Re: Michael Perelman <[EMAIL PROTECTED]>
Subject:
"The problem with the discussion was not that it was insufficiently academic. 
...Nor was the problem that I wanted to cut off people's opportunity to 
participate. Just the opposite. I wanted to encourage more people to 
participate. Nor was the problem that certain ideas have no business on the 
list. ... The problem was that the discussion degenerated until it was mostly 
limited to two people, who were going back and forth in a style that was 
increasingly becoming personal."

Hello Michael:
Michael your list is very valuable to me, and I greatly admire your work. I am 
obviously not an economics academic, but I have interest in understanding this 
lists' discussions. But I do agree with the general tenor of the reply from 
Louis P. I am guilty as he charges of silence. Perhaps this current discussion 
only entails those with adequate 'heft'. While I am certainly not very 'deep', 
I am a lurker here. Occasionally I surface however, and usually to ask polite 
questions. Perhaps my questions are considered so stupid as to merit any reply. 
However I can do little about my lack of insight, without replies. I grant that 
this might not matter to many - this is not after all this lists concern!
With all due respect however - my second unanswered question: the contribution 
of oil-diplomacy of Venezuala to on-going environmental damage - is probably 
not that dumb a question. One possibility that the pro-Chavez bias  of much of 
this list makes this an inconvenient question might be considered.
Anyway, just to say that I appreciated some of this ding-dong back-&-forth on 
Peak Oil. And I did try to insinuate myself into this question. But somehow 
people were quite irritated with this strand.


Look below for the line that has "Survey the screen for footwear."; output exactly from it through the line that has "Screen is w=1024, h=768.", and leave the pictures out.

+++ DATA TO USE

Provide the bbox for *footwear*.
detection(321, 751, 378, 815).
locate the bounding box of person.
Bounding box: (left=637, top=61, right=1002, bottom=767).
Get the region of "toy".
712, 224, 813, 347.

++++++
+++ DATA TO USE

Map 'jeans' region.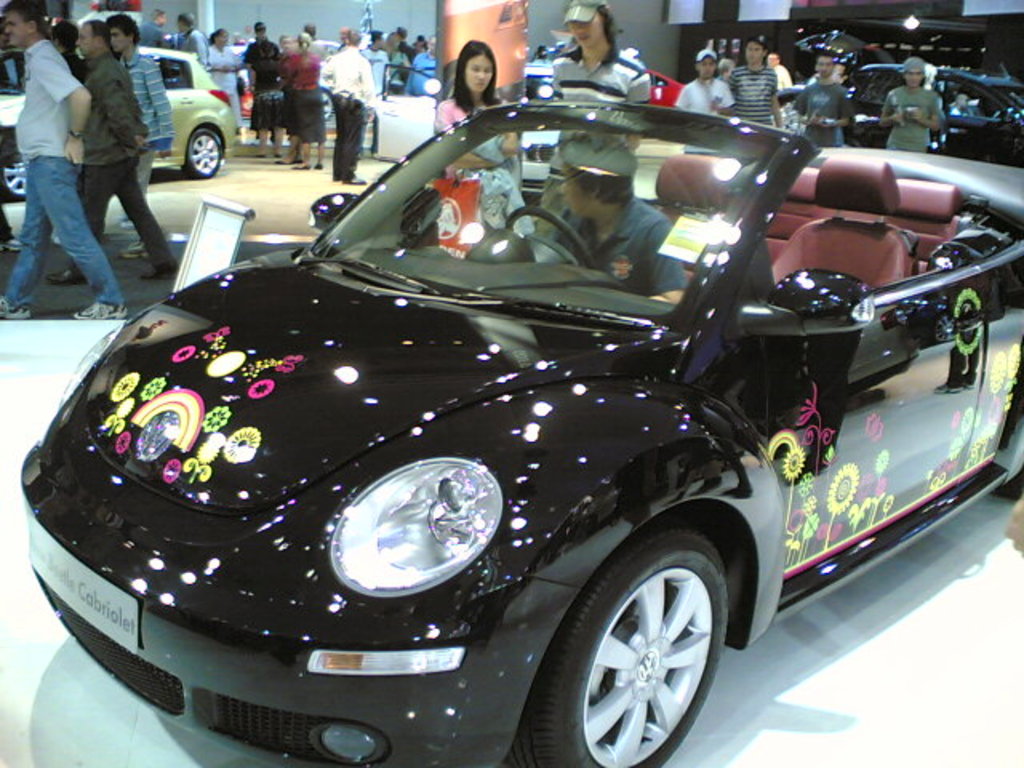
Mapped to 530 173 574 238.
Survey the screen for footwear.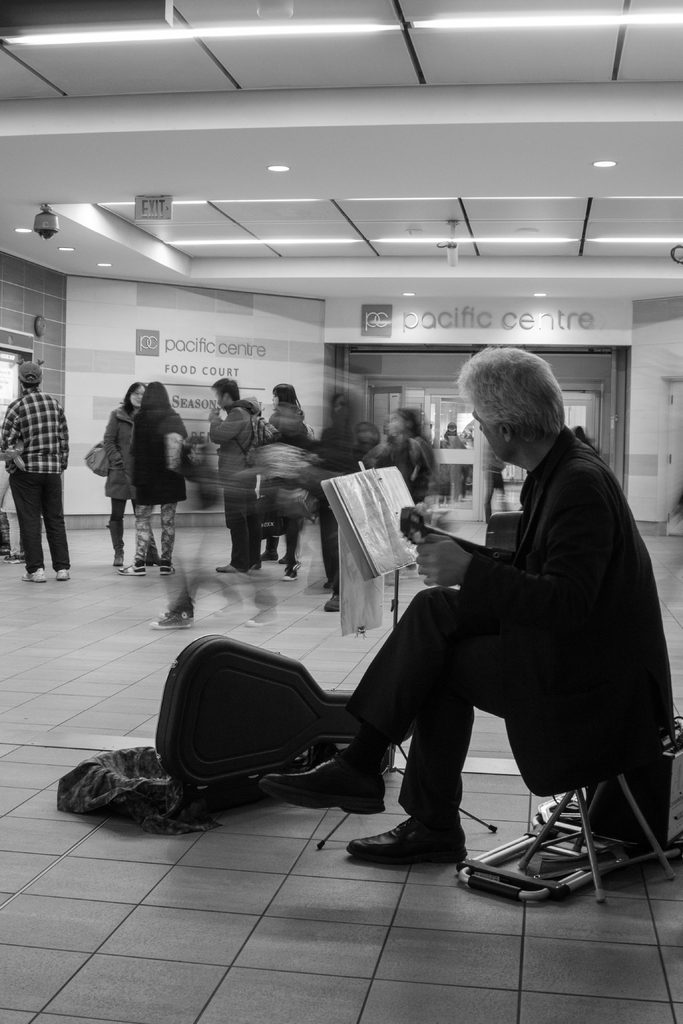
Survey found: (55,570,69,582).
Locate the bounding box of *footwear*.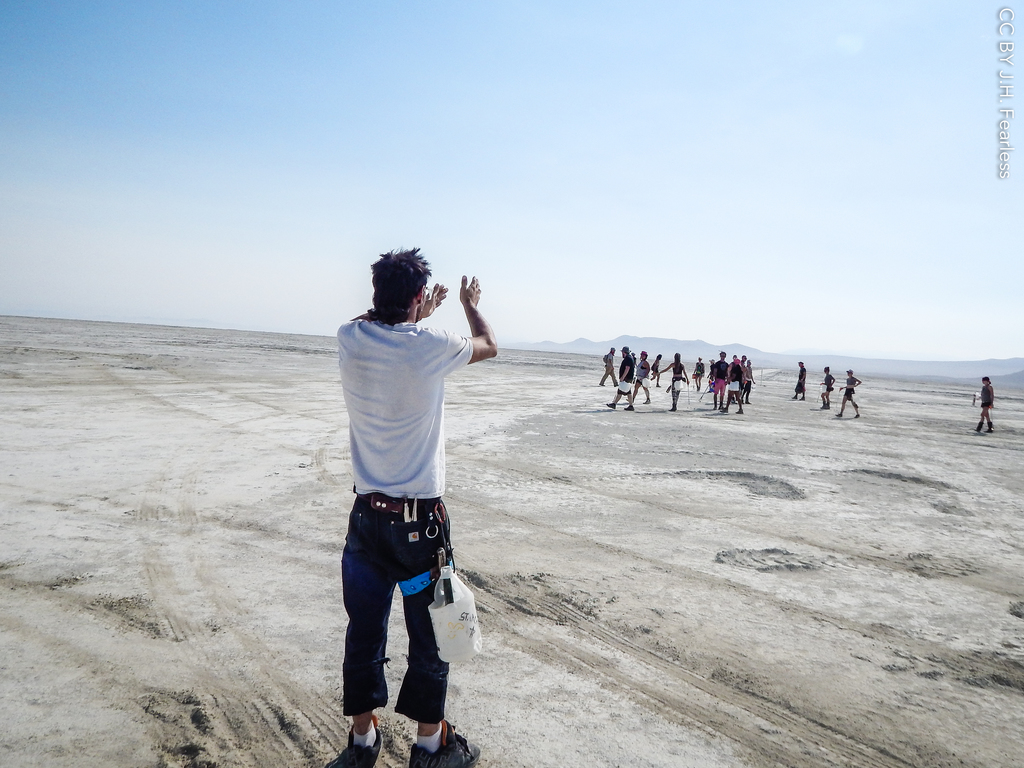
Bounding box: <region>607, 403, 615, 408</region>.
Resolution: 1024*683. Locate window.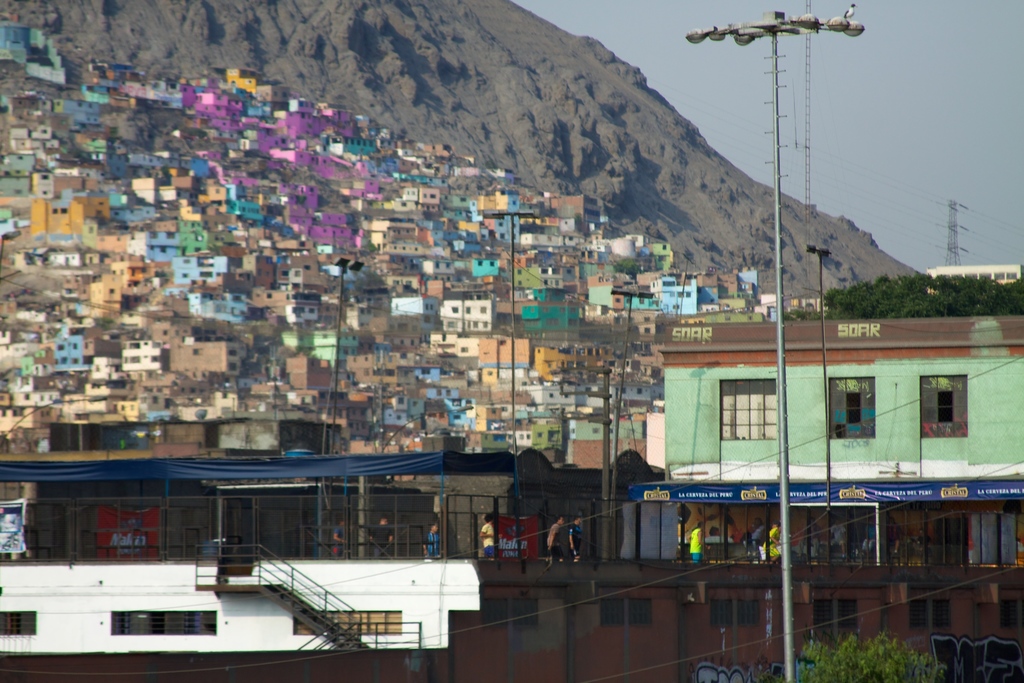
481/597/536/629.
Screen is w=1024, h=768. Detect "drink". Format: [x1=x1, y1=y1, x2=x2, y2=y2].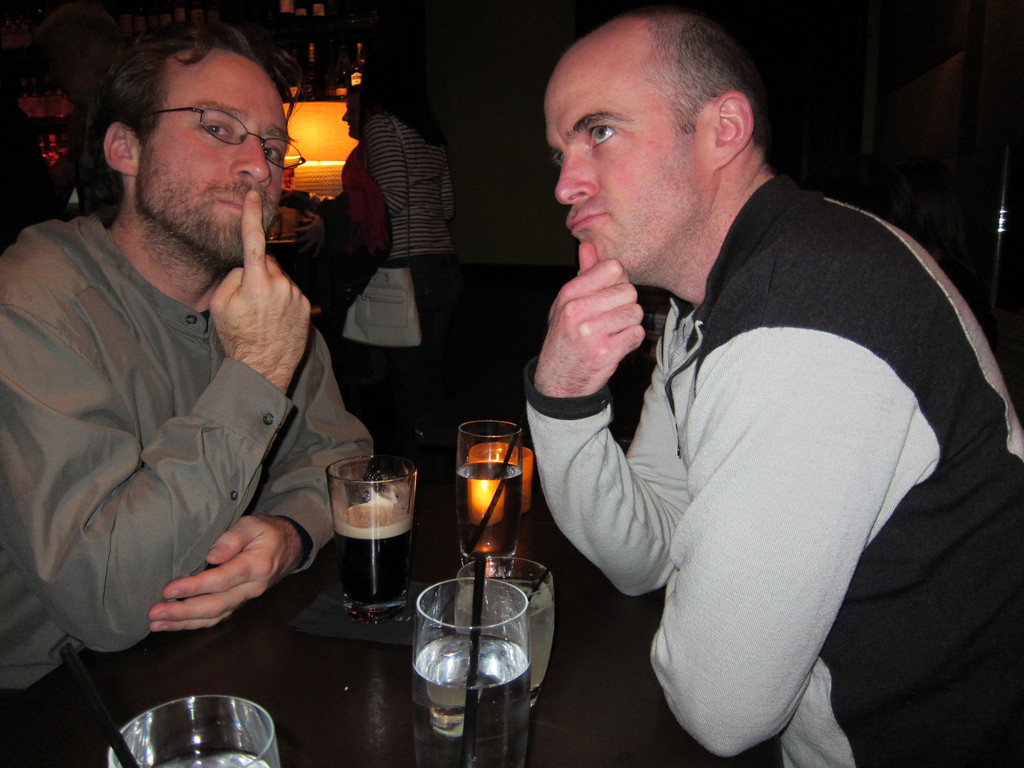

++++++
+++ DATA TO USE

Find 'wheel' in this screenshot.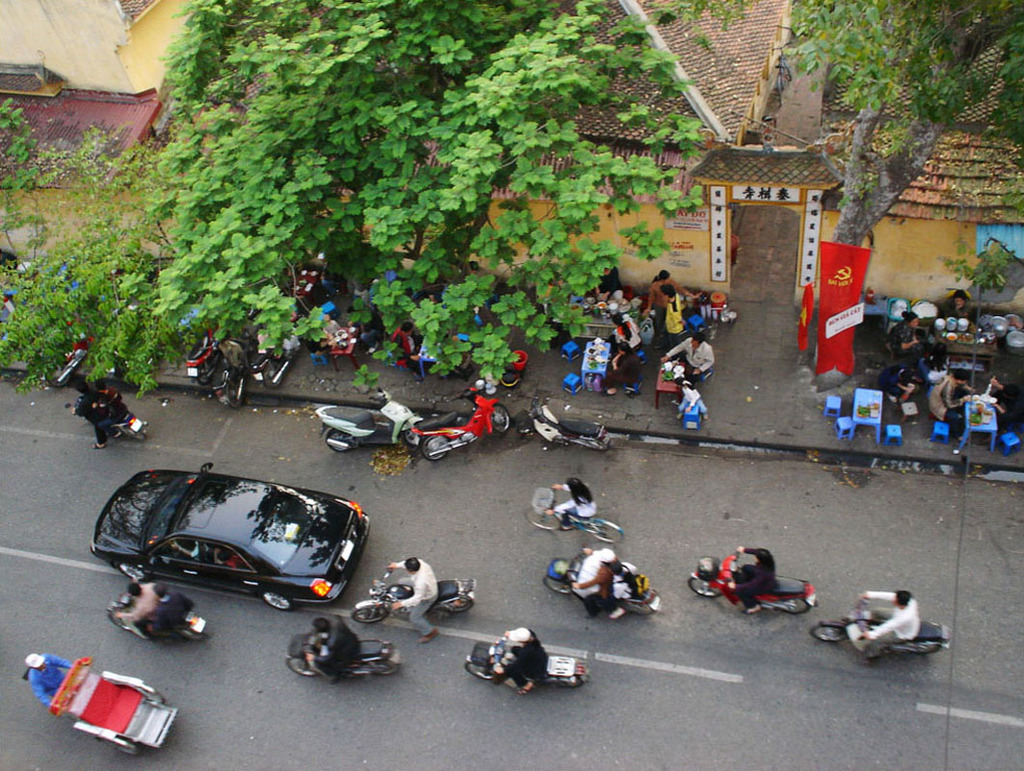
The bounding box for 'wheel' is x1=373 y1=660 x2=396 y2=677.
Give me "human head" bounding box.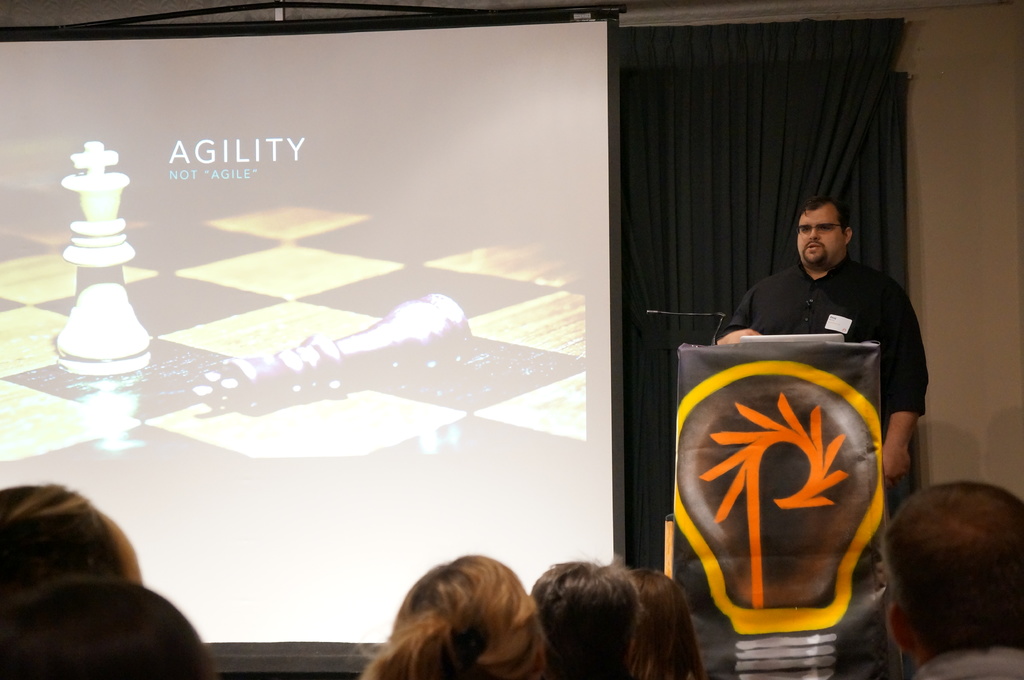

++++++

**COMPLETED TASK**
Survey the screen for footwear.
Survey found: (55,570,69,582).
Locate the bounding box of *footwear*.
Bounding box: <region>607, 403, 615, 408</region>.
Resolution: 1024*683. Locate window.
481/597/536/629.
Screen is w=1024, h=768. Detect "drink". Format: [x1=x1, y1=y1, x2=x2, y2=y2].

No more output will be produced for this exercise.